My Struggle, Karl Ove Knausgaard
I just finished My Struggle, the first volume of six. The entire series consists of 3600 pages. It is a commitment and one I wasn’t sure I was going to enjoy but I decided I would start with one and see what happened. Considering the book is available in 22 languages plus some and has been read by one of every nine adults in Norway there must be a reason for it.
The book is incredibly powerful and raw. It is like reading the mind of someone and their most intimate thoughts and secrets. The title of the book is interesting considering that Mein Kampf was the title for Hitlers book. Regardless it is an autobiographical book of Karl Ove’s personal struggle. The reader gets an inside view of his personal relationships that start as a young boy into adulthood and the passing of his alcoholic father. I also got a better understanding of what it is like to grow up in that part of the world from the way people interact with each other to the extreme weather.
I have never read anything else quite like it. I plan on reading the other five books. From everything that I have read about the author the book has certainly taken a toll on his personal life. He leaves nothing on the table sharing every intimate detail of his life.

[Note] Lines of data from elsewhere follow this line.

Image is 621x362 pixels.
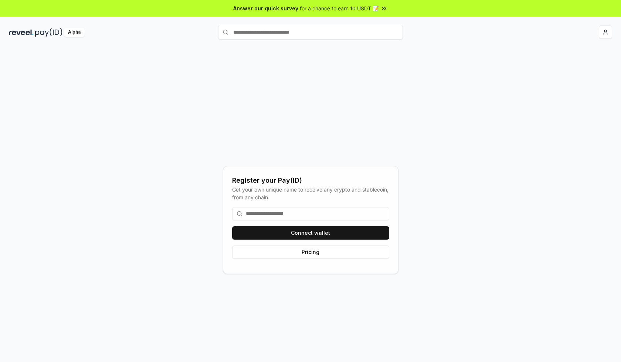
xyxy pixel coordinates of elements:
[232,186,390,201] div: Get your own unique name to receive any crypto and stablecoin, from any chain
[300,4,379,12] span: for a chance to earn 10 USDT 📝
[35,28,63,37] img: pay_id
[232,246,390,259] button: Pricing
[64,28,85,37] div: Alpha
[232,226,390,240] button: Connect wallet
[233,4,299,12] span: Answer our quick survey
[9,28,34,37] img: reveel_dark
[232,175,390,186] div: Register your Pay(ID)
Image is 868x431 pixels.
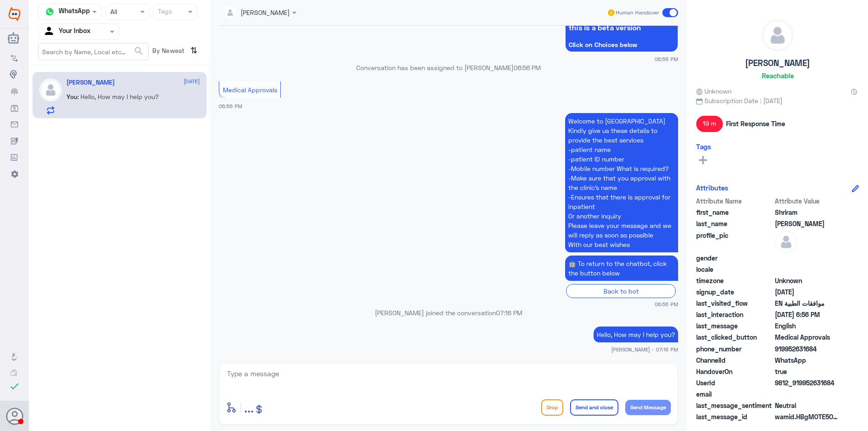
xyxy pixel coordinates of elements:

The descriptions are so vivid that you take his tales and insert them in your own head.
Pulitzer? I would think so.
Comments (Archived):
You’ve convinced me to jump in on this.What are your thoughts on his responsibility to family member’s or ex wives whose lives he exposes?

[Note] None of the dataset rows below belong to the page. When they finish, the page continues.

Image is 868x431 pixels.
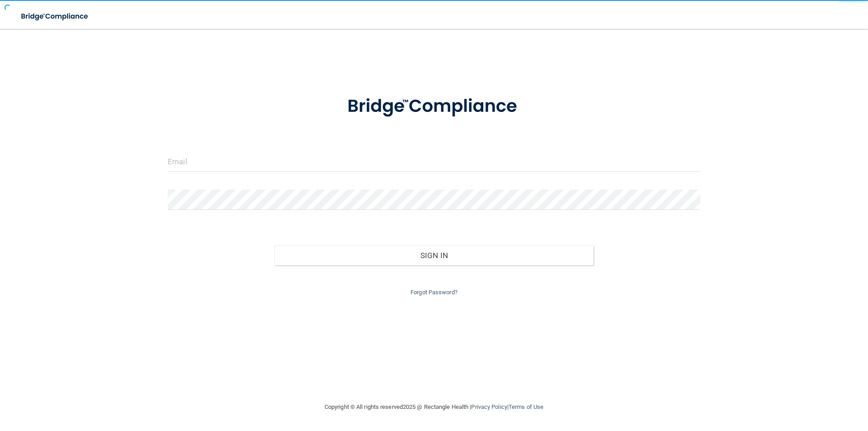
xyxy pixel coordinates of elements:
a: Terms of Use [509,404,543,410]
a: Forgot Password? [410,289,457,296]
img: bridge_compliance_login_screen.278c3ca4.svg [14,7,97,26]
a: Privacy Policy [471,404,507,410]
img: bridge_compliance_login_screen.278c3ca4.svg [328,83,539,130]
input: Email [167,152,700,172]
div: Copyright © All rights reserved 2025 @ Rectangle Health | | [269,393,599,422]
button: Sign In [274,246,594,266]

Great question. I guess it goes under the title that nothing is secret. It is certainly more about his thoughts of how each relationship affected him but it is quite honest and from what I have read certainly family members are not so happy about it.
.Funny, I have this book — not as a great read but as an example of a memoir from a very, very young man — as a literary work.I wondered what a 40-year old might have to share with the world. Had he lived a big enough life to really have something to say? It is after all, a memoir and written originally in Norwegian.The depth he goes into about certain things makes it a book written by a voyeur. I am not compelled by the story, I am compelled by the depth of writing.Like dissecting a frog. Do I really want to see those guts?JLMwww.themusingsofthebigredca…
i kinda like the guts.
.Not to put you on the couch but you have said on occasion how much you dread the “what are your babies up to now” cocktail chatter and prefer to know what has someone done recently that is a bit deeper, more insightful or revealing.I always ask people “what has outraged you” or “what has scared the crap out of you”? I like those conversations more. My wife accuses me of being a Labrador in my conversations because of my energy and interest.I am headed tonight to a Viet Nam Veterans benefit bourbon tasting — Garrison Brothers from Hye, Texas, a deal in which I have an interest — and am seated next to a very successful woman whose family owned a department chain. She was on the Dallas Fed Board for years.We see each other about every 5 years and we have the most interesting conversations. Truth be known, I am really going to chat with her not taste bourbon. Though I intend to play along.I love learning about the fabric of life and the inner workings of lives. It is the most interesting and insightful thing in the world.As an example, I am fascinated that Barack Obama was raised in a Muslim country in his formative years. Not to imply that is either good or bad but knowing how I was raised and where in those same years I know how much they have colored and marked — imprisoned perhaps — my development and thinking. I think this is one of the big missed stories of his life.So, yes I like the guts. Not all but the interesting ones.JLM.